To merge an image with 2 more copies of itself, with the other copies over-exposed and under-exposed.

  1. Take a single shot, then apply the “base curve” module “fusion” option.

  2. Select the fusion “three exposures”.

  3. Select an exposure shift (typically 1 stop, or EV).

  4. Select an exposure bias of 0 to maintain overall lightness.

  5. Select the “tone mapping” module and adjust to your taste.

A Typical Darktable Editing Session

Start Darktable

Go to the “light table” tab

Import | folder

Browse to your disk folder of raw image files

Click the folder, then click “Open”. Images will be imported.

Click the “collect images” button and select your imported folder, if you can’t see your desired thumbnails.

Double-click on the desired image thumbnail to edit.

(it goes to the “darkroom” tab automatically)

Click the “blown highlights” button above the filmstrip, just in case.

Click on the “Basic” modules icon (a circle icon)

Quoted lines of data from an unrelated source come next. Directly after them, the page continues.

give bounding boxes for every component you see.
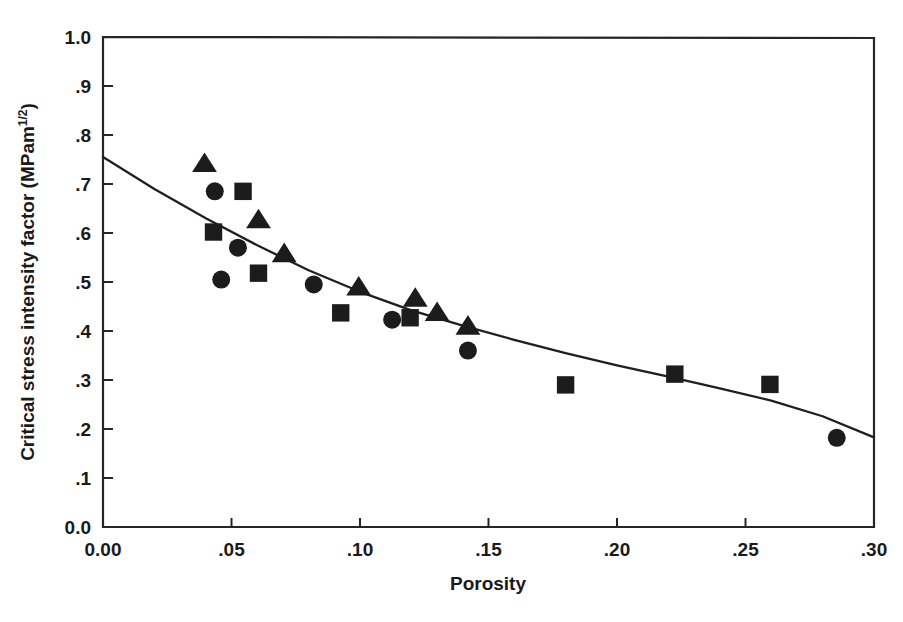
data-point-square	[557, 376, 574, 393]
data-point-square	[401, 309, 418, 326]
x-axis-ticks	[232, 518, 746, 527]
y-tick-label: .4	[75, 321, 91, 342]
y-tick-label: .3	[75, 370, 91, 391]
x-axis-title: Porosity	[450, 573, 526, 594]
data-point-square	[205, 223, 222, 240]
y-tick-label: .2	[75, 419, 91, 440]
data-point-circle	[305, 275, 323, 293]
data-point-triangle	[346, 276, 371, 296]
data-point-circle	[828, 429, 846, 447]
y-axis-ticks	[103, 86, 113, 478]
y-tick-label: .5	[75, 272, 91, 293]
data-point-circle	[212, 271, 230, 289]
y-axis-title-suffix: )	[17, 103, 38, 109]
y-tick-label: .7	[75, 174, 91, 195]
data-point-triangle	[272, 243, 297, 263]
data-point-square	[761, 376, 778, 393]
y-tick-label: .8	[75, 125, 91, 146]
data-point-circle	[206, 182, 224, 200]
data-point-square	[234, 183, 251, 200]
x-tick-label: .15	[475, 539, 502, 560]
y-tick-label: .6	[75, 223, 91, 244]
x-tick-label: .25	[732, 539, 759, 560]
y-axis-title-main: Critical stress intensity factor (MPam	[17, 126, 38, 461]
y-tick-label: 1.0	[65, 27, 91, 48]
x-axis-tick-labels: 0.00.05.10.15.20.25.30	[85, 539, 888, 560]
data-point-square	[250, 264, 267, 281]
data-points	[192, 152, 846, 446]
data-point-triangle	[403, 287, 428, 307]
y-tick-label: 0.0	[65, 517, 91, 538]
data-point-square	[332, 304, 349, 321]
data-point-triangle	[246, 209, 271, 229]
data-point-circle	[459, 342, 477, 360]
data-point-circle	[383, 311, 401, 329]
chart-canvas: 0.00.05.10.15.20.25.30 0.0.1.2.3.4.5.6.7…	[0, 0, 903, 622]
data-point-square	[666, 365, 683, 382]
y-axis-title-superscript: 1/2	[16, 109, 30, 126]
y-tick-label: .9	[75, 76, 91, 97]
data-point-triangle	[425, 301, 450, 321]
y-tick-label: .1	[75, 468, 91, 489]
data-point-circle	[229, 239, 247, 257]
x-tick-label: .20	[604, 539, 630, 560]
x-tick-label: .30	[861, 539, 887, 560]
x-tick-label: 0.00	[85, 539, 122, 560]
y-axis-title: Critical stress intensity factor (MPam1/…	[16, 103, 38, 461]
figure-container: 0.00.05.10.15.20.25.30 0.0.1.2.3.4.5.6.7…	[0, 0, 903, 622]
y-axis-title-text: Critical stress intensity factor (MPam1/…	[16, 103, 38, 461]
y-axis-tick-labels: 0.0.1.2.3.4.5.6.7.8.91.0	[65, 27, 92, 538]
x-tick-label: .10	[347, 539, 373, 560]
x-tick-label: .05	[218, 539, 245, 560]
data-point-triangle	[192, 152, 217, 172]
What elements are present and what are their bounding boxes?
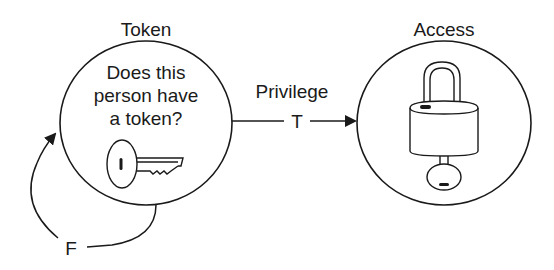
diagram-canvas [0,0,554,270]
token-question-line-3: a token? [71,107,221,130]
token-node-title: Token [121,20,172,39]
padlock-icon [410,62,478,190]
false-condition-label: F [65,239,77,258]
token-question: Does this person have a token? [71,61,221,130]
false-edge-loop [31,134,156,247]
token-question-line-1: Does this [71,61,221,84]
access-node-title: Access [413,20,474,39]
privilege-edge-label: Privilege [256,82,329,101]
key-icon [107,140,183,188]
token-question-line-2: person have [71,84,221,107]
true-condition-label: T [291,112,303,131]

Click on a desired edit module, such as “shadows and highlights”

Click the “On” icon to enable the module.

Make adjustments (decrease highlights, for instance, until the blown highlights in the photo go away).

Press TAB to see the edited image full-screen, then TAB to restore.

Use the mouse scroll wheel while over the edited image to zoom in/out.

(Select/turn “On” other modules and make more edits)

Click “Ctrl-E” to export the edited photo into a subfolder of the raw shot, called “darktable_exported”.

Tethering

Connect and control your camera via USB. You can adjust exposure settings, white balance, focus mode, and even see your camera Live View on the computer.

This tethering module lets you do HDR bracketing and time lapse shots. There are alignment guides and overlays that you can add to your screen as well.

Behind the scenes, darktable is using the “gphoto2” program and its command-line arguments to control your camera. The people at gphoto.org are actively supporting this multi-platform tool, and it now supports hundreds of camera models from all vendors, including Nikon, Canon, Sony, Panasonic, Olympus, and Fuji.

Make sure you charge you camera battery before using this; it’s a pretty heavy energy drain to be using Live View and USB continuously.

Summary

Don’t be afraid of this program just because it’s free. This is really good stuff, and it’s still actively supported, as of this writing. Since darktable doesn’t alter your raw photos (it just alters the sidecar files) you aren’t faced with any risks to try it out.

Maybe someday the darktable.org people will add plugin support, which would make this program truly powerful.

As I had mentioned, I'll be adding more articles about darktable features in the future, in an attempt to demystify some of its more advanced features.